Over the next fifty odd days Trumps strategy will be to kindle the fires of fear, extolling his divisive pitch that a Biden victory will mean an end to white suburbia. His attacks on Biden will echo more along the lines that only Trump is the patriot and good for America, a rally call that appeals to his base. He will deflect critics of his handling of the COVID-19 pandemic by continuing to lie that under his watch America handled the crisis better than any country. This is a claim that goes against the facts and with 190,000 Americans having perished to the virus Trump will ignore this issue.

Biden must not make the mistakes that Hilary Clinton made by ignoring the swing states during the campaign trail. He must also continue to hit Trump on his weakest points; the pandemic handling by Trump. There is a plethora of statements in Trumps own words that highlight his bungling of the crisis and then all the misstatements and outright lies that came from the President. Some have suggested that President Trump exhibited “homicidal negligence” in the manner he handled the COVID-19 crisis. 
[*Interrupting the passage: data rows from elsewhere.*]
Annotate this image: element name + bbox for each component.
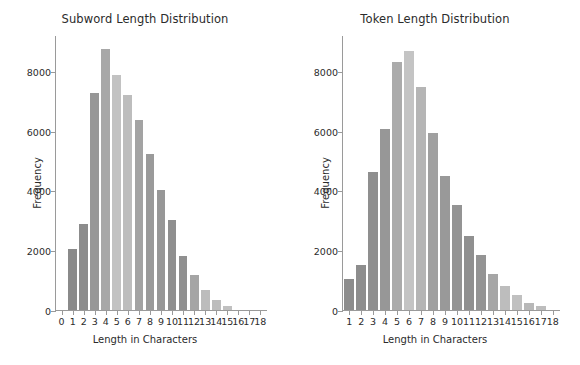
bar (416, 87, 426, 310)
x-tick-mark-0-12 (194, 311, 195, 315)
x-tick-label-1-4: 5 (394, 316, 400, 327)
x-tick-mark-0-15 (227, 311, 228, 315)
bar (157, 190, 166, 310)
x-tick-label-0-3: 3 (92, 316, 98, 327)
y-tick-mark (51, 132, 56, 133)
x-tick-mark-0-18 (260, 311, 261, 315)
chart-title-right: Token Length Distribution (290, 12, 580, 26)
x-tick-label-1-5: 6 (406, 316, 412, 327)
x-tick-mark-0-17 (249, 311, 250, 315)
x-tick-label-1-11: 12 (475, 316, 487, 327)
x-axis-label-right: Length in Characters (290, 334, 580, 345)
bar (190, 275, 199, 310)
x-tick-label-1-9: 10 (451, 316, 463, 327)
y-tick-mark (51, 191, 56, 192)
x-tick-mark-0-0 (62, 311, 63, 315)
bar (380, 129, 390, 310)
bar (476, 255, 486, 310)
x-axis-line-right (342, 310, 560, 311)
bar (464, 236, 474, 310)
y-tick-mark (51, 311, 56, 312)
x-tick-label-0-0: 0 (59, 316, 65, 327)
x-tick-label-0-2: 2 (81, 316, 87, 327)
x-tick-mark-1-13 (505, 311, 506, 315)
bar (112, 75, 121, 310)
bar (440, 176, 450, 310)
x-tick-mark-1-12 (493, 311, 494, 315)
y-tick-label: 0 (332, 306, 338, 317)
x-tick-label-1-3: 4 (382, 316, 388, 327)
x-tick-label-1-2: 3 (370, 316, 376, 327)
x-tick-label-0-1: 1 (70, 316, 76, 327)
y-tick-mark (338, 191, 343, 192)
y-tick-label: 8000 (27, 66, 51, 77)
x-tick-label-0-7: 7 (136, 316, 142, 327)
y-tick-mark (338, 72, 343, 73)
chart-title-left: Subword Length Distribution (0, 12, 290, 26)
x-tick-mark-0-14 (216, 311, 217, 315)
x-tick-label-1-7: 8 (430, 316, 436, 327)
x-tick-mark-1-17 (553, 311, 554, 315)
y-tick-mark (51, 251, 56, 252)
x-tick-mark-1-5 (409, 311, 410, 315)
bar (392, 62, 402, 310)
bar (68, 249, 77, 310)
y-tick-mark (338, 311, 343, 312)
x-tick-mark-1-10 (469, 311, 470, 315)
x-tick-mark-1-15 (529, 311, 530, 315)
x-tick-label-1-13: 14 (499, 316, 511, 327)
x-tick-label-1-6: 7 (418, 316, 424, 327)
bar (428, 133, 438, 310)
bar (404, 51, 414, 310)
x-tick-mark-1-16 (541, 311, 542, 315)
bar (452, 205, 462, 310)
bar (524, 303, 534, 310)
x-tick-label-0-9: 9 (158, 316, 164, 327)
x-tick-mark-0-2 (84, 311, 85, 315)
bar (212, 300, 221, 310)
x-axis-label-left: Length in Characters (0, 334, 290, 345)
x-tick-label-1-15: 16 (523, 316, 535, 327)
bar (90, 93, 99, 310)
bar (344, 279, 354, 310)
x-tick-label-1-17: 18 (547, 316, 559, 327)
bar (201, 290, 210, 310)
x-tick-label-1-14: 15 (511, 316, 523, 327)
x-tick-mark-1-0 (349, 311, 350, 315)
y-tick-label: 6000 (27, 126, 51, 137)
bar (146, 154, 155, 310)
x-tick-mark-1-1 (361, 311, 362, 315)
y-tick-label: 4000 (314, 186, 338, 197)
x-tick-mark-1-8 (445, 311, 446, 315)
x-tick-mark-0-4 (106, 311, 107, 315)
x-tick-mark-0-7 (139, 311, 140, 315)
y-axis-line-right (342, 36, 343, 311)
x-tick-label-1-1: 2 (358, 316, 364, 327)
bar (79, 224, 88, 310)
x-tick-label-0-4: 4 (103, 316, 109, 327)
plot-area-right: 0200040006000800012345678910111213141516… (342, 36, 560, 311)
x-tick-mark-1-6 (421, 311, 422, 315)
x-tick-mark-0-1 (73, 311, 74, 315)
x-tick-mark-0-8 (150, 311, 151, 315)
x-tick-mark-0-3 (95, 311, 96, 315)
plot-area-left: 0200040006000800001234567891011121314151… (55, 36, 267, 311)
x-tick-mark-0-5 (117, 311, 118, 315)
x-tick-label-1-12: 13 (487, 316, 499, 327)
bar (223, 306, 232, 310)
x-tick-label-0-18: 18 (254, 316, 266, 327)
y-tick-mark (51, 72, 56, 73)
x-tick-mark-1-2 (373, 311, 374, 315)
y-tick-label: 4000 (27, 186, 51, 197)
panel-subword-length-distribution: Subword Length Distribution Frequency 02… (0, 0, 290, 365)
x-tick-mark-0-13 (205, 311, 206, 315)
x-tick-label-0-6: 6 (125, 316, 131, 327)
bar (135, 120, 144, 310)
y-tick-label: 2000 (27, 246, 51, 257)
bar (168, 220, 177, 310)
bar (488, 274, 498, 310)
y-axis-line-left (55, 36, 56, 311)
x-tick-mark-0-9 (161, 311, 162, 315)
bar (512, 295, 522, 310)
y-tick-label: 0 (45, 306, 51, 317)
Nothing irks Trump more than the Russian issue and his soft stance towards Putin. While it was established through the Mueller investigation that out of the ordinary links existed between key Trump confidants and the Russians, with some of them going to jail, Trump anchors his defence on the fact that direct collision between his campaign and the Russians was not established to the extent of no shadow of doubt. Irrespective of that investigation to any omniscient observer it is clear that Trump holds back his criticism of Putin, most recently over allegations that the Russians offered bounties in Afghanistan to those who killed US and NATO troops. This is Trumps Achilles heel and the Biden camp should continue to hammer away at it.

This election for America poses the choice of decency over crudeness, unity over divisiveness, truth over lies, multiracial empathy over racism and most of all good governance over chaos in the White House. The Biden-Harris ticket is clearly the choice over the Trump-Pence camp who after four years have failed in every respect by dividing America, ignoring the threats of the pandemic leaving 190,000 dead and creation of a swamp of nepotism and sycophancy in the government like never before. 
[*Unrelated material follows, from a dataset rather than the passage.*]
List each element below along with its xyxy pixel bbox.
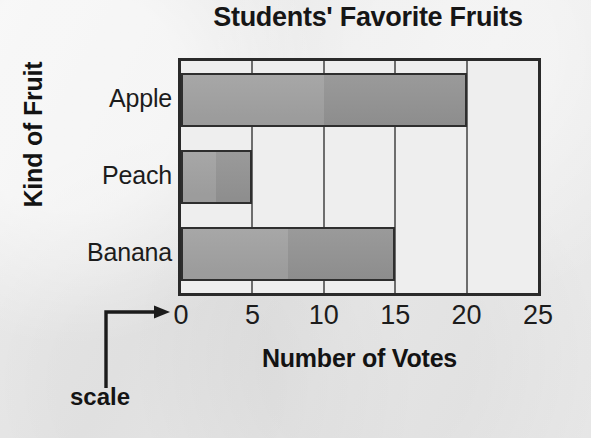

The prospect of a Trump victory cannot be ruled out, which might well be because of Biden’s electoral strategy failures, a Trump loss could well be a major challenge for Americans. He will not concede a loss easily, mail 8n ballots will become and issue and perhaps the courts will have to intervene. More dangerously the white supremacist supporters of Trump will perhaps take to the streets and civil disobedience backed by guns cannot be ruled out. 
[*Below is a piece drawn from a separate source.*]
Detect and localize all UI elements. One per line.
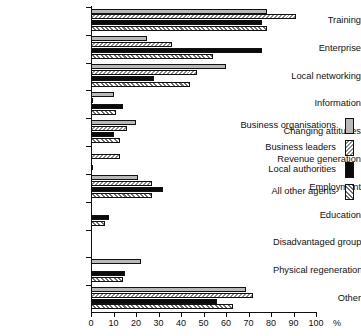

If Trump does win the best thing for the US would be that the Republicans lose control on the Senate and with the House controlled by the Democrats there could be some checks and balances restored to a rouge President. This is a highly likely scenario and something that should be watched. However, a victorious Trump will edge to the dictatorial style he loves and we may see him more unhinged. That can only be avoided if people who find it repulsive the way Trump has thickened the swamp he promised to clear they should come out and vote in large numbers. This is America’s most defining election become a part of it.






2 comments:

Anonymous said...

"93% of the protests have been peaceful is not relevant to his base,"

You realize that this is an absurdly high number of violent protests right? Like typically nationwide protests like the Women's march involved 0% violence. When you're talking about 10 million people protesting, that's possibly 700,000k people involved in violence.... and that's if 7% of the protests only involve 7% of the people.... despite the tally including protests in small towns, which obviously wouldn't become violent like in large cities like Portland

Brendan said...

This seriously reads like someone read from page of CNN for their news.